Just a rant here : most people that go into cryptos are in it for the profit. Now the system (govs/banks) are turning that against us and we're reinforcing it by trying to speculate against eachother and going back to their fiats.
That is the normal consequence of bitcoin, even though pretended to be a currency, because
it has the monetary policy of a highly speculative collectible, in the same way rare paintings or old sports cars are. A lot of emission when it has no value (when van Gogh wasn't renowed), and a diminishing emission when it catches on, is the recipe for "get-rich-quickly" speculation. From the moment that a collectible can rise in value without bounds, it becomes of course a speculative asset. From the moment the only thing such an "asset" has going for it, is its market price, of course you get speculative bubbles and crashes.
The fundamental property of a good currency is that it is constant in value, and hence neutral in its use. It is a perfect store of value in the short term as well as in the longer term: what you put in, is more or less exactly what you get out of it.
A currency is NOT an investment, and that neutrality is exactly what turns it into a currency: that you can store value in it when you acquire value, and that you can get
the same amount of value out of it when you spend it. That's the entire fluidifying role of a currency in economic relationships.
Nash called such a hypothetical asset an "ideal currency". In order for an asset to get close to an ideal currency,
its emission should be coupled to its market price. That's the official role that central banks have. The criticism to central banks is that they abuse of their power, but that is no excuse NOT to have a regulation mechanism. Bitcoin doesn't have any. There's no extra emission of bitcoins when the price rises, as it should, if bitcoin were to have the pretence to become a currency. The naive gold bugs theory that good money is a collectible, is simply wrong. Collectibles that serve as money can fall in what's called a deflationary spiral, which is nothing else but "a speculative bubble". You hoard the asset with the hope for it to rise in value. That hoarding lowers its velocity, which indeed, makes its value increase, which, in its turn, inspires even more people to hoard it. If people have been hoarding it like crazy, and only a very tiny fraction of its volume is still used as a currency, the price of the currency is extremely high. It then becomes tempting for the hoarders to "cash out". That will significantly increase the small pool of circulating currency: if 99% was hoarded, and 1% cashes out, the circulating supply doubles, from 1% to 2%. This has a strong effect on the price of the asset, which can lead to people wanting to cash out before their gains are gone. We get a hyper inflation (a crash).
The words "deflationary spiral" and "hyper inflation" are the monetary speak of "speculative bubble" and "crashing, popping bubble" in stock market language.
A collectible goes through these cycles (once, or several times). It is useless as money, because of the high volatility. If there is no price-regulation mechanism, there's no hope. Bitcoin has no price regulating mechanism.
Another way to regulate the price of an asset, is to make it "redeemable" against something: to back it against something. As such, the price of the asset will remain in the neighbourhood of the redeemable something. If you can redeem a bitcoin against a Big Mac, bitcoin's price will not deviate a lot from the market value of a Big Mac.
It is the fact that it is not backed by anything, that allows bitcoin to have huge value. Nobody would pay a coin $10 000 if it is redeemable against a Big Mac. It is because it is NOT redeemable against a Big Mac, that paying $10 000 for a coin doesn't sound crazy.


→ **Problem**
Leaving out the images, return the data below exactly as it is written.
─── Extracted information
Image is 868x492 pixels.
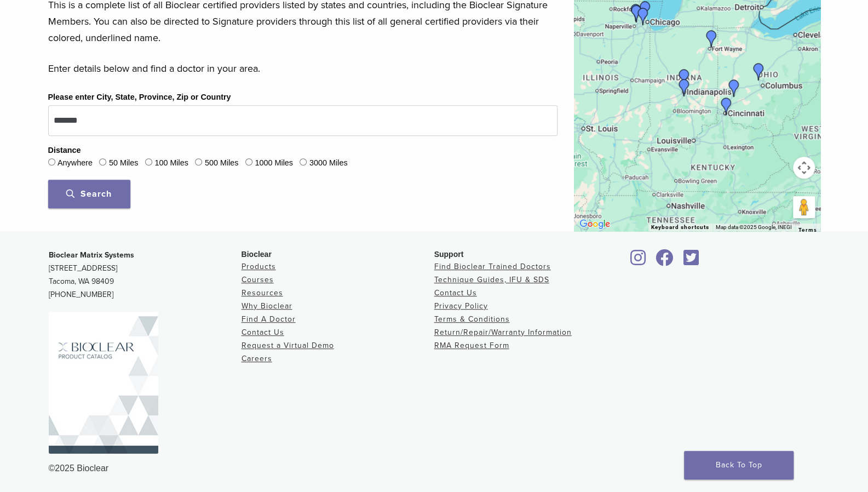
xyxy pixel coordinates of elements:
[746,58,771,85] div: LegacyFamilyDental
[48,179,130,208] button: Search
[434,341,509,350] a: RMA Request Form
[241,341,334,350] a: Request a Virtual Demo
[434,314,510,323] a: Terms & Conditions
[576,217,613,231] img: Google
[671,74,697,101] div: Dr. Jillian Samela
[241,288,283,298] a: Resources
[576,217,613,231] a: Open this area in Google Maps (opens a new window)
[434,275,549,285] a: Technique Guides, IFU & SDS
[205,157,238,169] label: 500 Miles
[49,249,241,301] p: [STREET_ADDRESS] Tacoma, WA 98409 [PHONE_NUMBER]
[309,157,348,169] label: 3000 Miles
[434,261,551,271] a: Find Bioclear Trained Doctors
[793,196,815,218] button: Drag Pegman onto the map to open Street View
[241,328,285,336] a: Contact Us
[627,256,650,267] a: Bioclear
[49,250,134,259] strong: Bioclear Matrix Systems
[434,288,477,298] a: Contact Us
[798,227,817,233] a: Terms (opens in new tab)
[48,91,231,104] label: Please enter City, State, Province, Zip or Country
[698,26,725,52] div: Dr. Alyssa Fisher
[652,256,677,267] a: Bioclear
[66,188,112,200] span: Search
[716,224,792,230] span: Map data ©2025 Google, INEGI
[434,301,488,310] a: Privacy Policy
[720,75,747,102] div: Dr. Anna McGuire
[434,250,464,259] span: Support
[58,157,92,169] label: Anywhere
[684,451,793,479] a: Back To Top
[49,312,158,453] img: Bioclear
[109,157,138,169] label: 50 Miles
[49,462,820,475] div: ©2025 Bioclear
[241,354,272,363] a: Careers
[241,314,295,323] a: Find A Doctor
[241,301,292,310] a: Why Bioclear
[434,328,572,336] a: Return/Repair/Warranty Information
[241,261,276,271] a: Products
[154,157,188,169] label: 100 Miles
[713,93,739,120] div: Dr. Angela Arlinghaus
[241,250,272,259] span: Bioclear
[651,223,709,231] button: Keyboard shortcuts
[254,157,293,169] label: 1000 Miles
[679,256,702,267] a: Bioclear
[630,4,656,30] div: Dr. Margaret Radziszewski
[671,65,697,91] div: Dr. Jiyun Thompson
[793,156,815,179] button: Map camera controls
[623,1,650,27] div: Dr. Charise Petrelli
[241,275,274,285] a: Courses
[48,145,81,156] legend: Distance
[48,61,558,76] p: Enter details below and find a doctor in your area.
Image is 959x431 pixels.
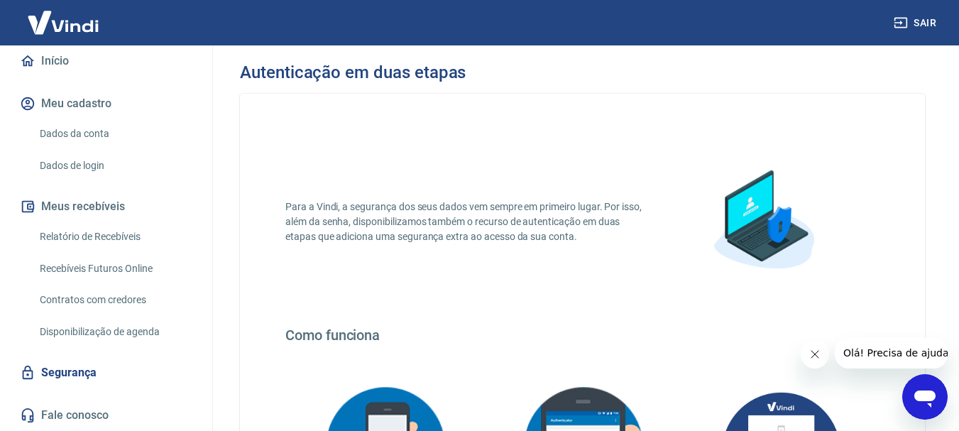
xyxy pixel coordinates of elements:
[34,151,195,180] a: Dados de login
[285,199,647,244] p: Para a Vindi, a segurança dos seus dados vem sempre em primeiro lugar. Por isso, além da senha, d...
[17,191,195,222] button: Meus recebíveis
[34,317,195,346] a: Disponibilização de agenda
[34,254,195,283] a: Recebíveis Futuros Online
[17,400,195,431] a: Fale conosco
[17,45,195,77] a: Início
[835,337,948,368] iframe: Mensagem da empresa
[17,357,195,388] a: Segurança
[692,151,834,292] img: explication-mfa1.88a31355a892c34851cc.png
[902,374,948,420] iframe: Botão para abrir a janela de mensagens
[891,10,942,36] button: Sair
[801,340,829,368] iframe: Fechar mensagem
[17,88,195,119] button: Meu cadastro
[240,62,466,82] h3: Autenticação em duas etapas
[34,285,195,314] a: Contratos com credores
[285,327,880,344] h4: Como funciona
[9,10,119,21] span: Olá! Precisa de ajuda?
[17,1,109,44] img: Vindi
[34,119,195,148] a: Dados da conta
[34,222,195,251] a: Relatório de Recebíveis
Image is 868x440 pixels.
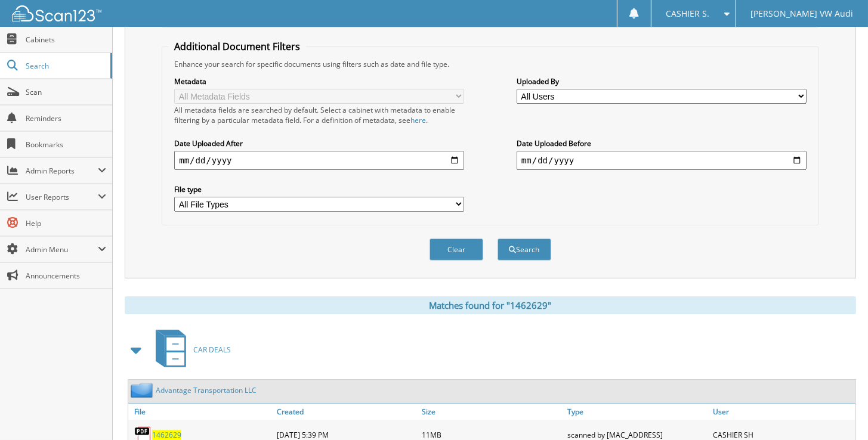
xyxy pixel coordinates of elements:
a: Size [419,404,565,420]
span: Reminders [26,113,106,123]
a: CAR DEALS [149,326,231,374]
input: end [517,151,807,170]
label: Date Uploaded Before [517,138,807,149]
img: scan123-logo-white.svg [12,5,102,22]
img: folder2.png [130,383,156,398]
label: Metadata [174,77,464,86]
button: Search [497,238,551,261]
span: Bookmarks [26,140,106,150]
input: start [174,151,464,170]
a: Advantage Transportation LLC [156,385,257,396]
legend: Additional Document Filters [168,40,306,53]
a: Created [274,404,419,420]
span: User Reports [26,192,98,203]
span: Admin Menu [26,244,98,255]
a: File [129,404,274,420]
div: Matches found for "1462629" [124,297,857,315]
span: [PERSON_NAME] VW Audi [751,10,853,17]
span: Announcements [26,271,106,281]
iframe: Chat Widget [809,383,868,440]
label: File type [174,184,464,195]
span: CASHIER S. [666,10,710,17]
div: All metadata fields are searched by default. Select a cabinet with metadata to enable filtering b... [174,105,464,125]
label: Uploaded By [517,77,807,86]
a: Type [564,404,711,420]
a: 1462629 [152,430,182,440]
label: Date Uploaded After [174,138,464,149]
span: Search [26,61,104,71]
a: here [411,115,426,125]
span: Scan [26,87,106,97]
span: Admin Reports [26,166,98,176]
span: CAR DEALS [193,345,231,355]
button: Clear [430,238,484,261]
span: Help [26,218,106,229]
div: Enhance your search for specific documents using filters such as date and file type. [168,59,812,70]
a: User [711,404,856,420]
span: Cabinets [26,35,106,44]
──────
→ **Response area**
Image is 868x492 pixels.
xyxy pixel coordinates of elements:
[746,58,771,85] div: LegacyFamilyDental
[48,179,130,208] button: Search
[434,341,509,350] a: RMA Request Form
[241,341,334,350] a: Request a Virtual Demo
[434,314,510,323] a: Terms & Conditions
[576,217,613,231] img: Google
[671,74,697,101] div: Dr. Jillian Samela
[241,288,283,298] a: Resources
[576,217,613,231] a: Open this area in Google Maps (opens a new window)
[434,275,549,285] a: Technique Guides, IFU & SDS
[205,157,238,169] label: 500 Miles
[49,249,241,301] p: [STREET_ADDRESS] Tacoma, WA 98409 [PHONE_NUMBER]
[309,157,348,169] label: 3000 Miles
[434,261,551,271] a: Find Bioclear Trained Doctors
[793,196,815,218] button: Drag Pegman onto the map to open Street View
[241,328,285,336] a: Contact Us
[627,256,650,267] a: Bioclear
[49,250,134,259] strong: Bioclear Matrix Systems
[434,288,477,298] a: Contact Us
[798,227,817,233] a: Terms (opens in new tab)
[48,91,231,104] label: Please enter City, State, Province, Zip or Country
[698,26,725,52] div: Dr. Alyssa Fisher
[652,256,677,267] a: Bioclear
[66,188,112,200] span: Search
[716,224,792,230] span: Map data ©2025 Google, INEGI
[434,301,488,310] a: Privacy Policy
[720,75,747,102] div: Dr. Anna McGuire
[434,250,464,259] span: Support
[58,157,92,169] label: Anywhere
[684,451,793,479] a: Back To Top
[49,312,158,453] img: Bioclear
[109,157,138,169] label: 50 Miles
[49,462,820,475] div: ©2025 Bioclear
[241,354,272,363] a: Careers
[241,314,295,323] a: Find A Doctor
[241,301,292,310] a: Why Bioclear
[434,328,572,336] a: Return/Repair/Warranty Information
[241,261,276,271] a: Products
[154,157,188,169] label: 100 Miles
[713,93,739,120] div: Dr. Angela Arlinghaus
[241,250,272,259] span: Bioclear
[651,223,709,231] button: Keyboard shortcuts
[254,157,293,169] label: 1000 Miles
[679,256,702,267] a: Bioclear
[630,4,656,30] div: Dr. Margaret Radziszewski
[671,65,697,91] div: Dr. Jiyun Thompson
[793,156,815,179] button: Map camera controls
[623,1,650,27] div: Dr. Charise Petrelli
[241,275,274,285] a: Courses
[48,145,81,156] legend: Distance
[48,61,558,76] p: Enter details below and find a doctor in your area.
Image is 959x431 pixels.
xyxy pixel coordinates of elements:
[34,151,195,180] a: Dados de login
[285,199,647,244] p: Para a Vindi, a segurança dos seus dados vem sempre em primeiro lugar. Por isso, além da senha, d...
[17,191,195,222] button: Meus recebíveis
[34,317,195,346] a: Disponibilização de agenda
[34,254,195,283] a: Recebíveis Futuros Online
[17,400,195,431] a: Fale conosco
[17,45,195,77] a: Início
[835,337,948,368] iframe: Mensagem da empresa
[17,357,195,388] a: Segurança
[692,151,834,292] img: explication-mfa1.88a31355a892c34851cc.png
[902,374,948,420] iframe: Botão para abrir a janela de mensagens
[891,10,942,36] button: Sair
[801,340,829,368] iframe: Fechar mensagem
[17,88,195,119] button: Meu cadastro
[240,62,466,82] h3: Autenticação em duas etapas
[34,285,195,314] a: Contratos com credores
[285,327,880,344] h4: Como funciona
[9,10,119,21] span: Olá! Precisa de ajuda?
[17,1,109,44] img: Vindi
[34,119,195,148] a: Dados da conta
[34,222,195,251] a: Relatório de Recebíveis
Image is 868x440 pixels.
xyxy pixel coordinates of elements:
a: Size [419,404,565,420]
span: Reminders [26,113,106,123]
a: CAR DEALS [149,326,231,374]
input: end [517,151,807,170]
label: Date Uploaded Before [517,138,807,149]
img: scan123-logo-white.svg [12,5,102,22]
img: folder2.png [130,383,156,398]
label: Metadata [174,77,464,86]
button: Search [497,238,551,261]
span: Bookmarks [26,140,106,150]
input: start [174,151,464,170]
a: Advantage Transportation LLC [156,385,257,396]
legend: Additional Document Filters [168,40,306,53]
a: Created [274,404,419,420]
span: User Reports [26,192,98,203]
span: Admin Menu [26,244,98,255]
a: File [129,404,274,420]
div: Matches found for "1462629" [124,297,857,315]
span: [PERSON_NAME] VW Audi [751,10,853,17]
span: Announcements [26,271,106,281]
iframe: Chat Widget [809,383,868,440]
label: File type [174,184,464,195]
span: CASHIER S. [666,10,710,17]
div: All metadata fields are searched by default. Select a cabinet with metadata to enable filtering b... [174,105,464,125]
label: Uploaded By [517,77,807,86]
a: Type [564,404,711,420]
a: 1462629 [152,430,182,440]
label: Date Uploaded After [174,138,464,149]
span: Search [26,61,104,71]
a: here [411,115,426,125]
span: Scan [26,87,106,97]
span: Admin Reports [26,166,98,176]
span: CAR DEALS [193,345,231,355]
button: Clear [430,238,484,261]
span: Help [26,218,106,229]
div: Enhance your search for specific documents using filters such as date and file type. [168,59,812,70]
a: User [711,404,856,420]
span: Cabinets [26,35,106,44]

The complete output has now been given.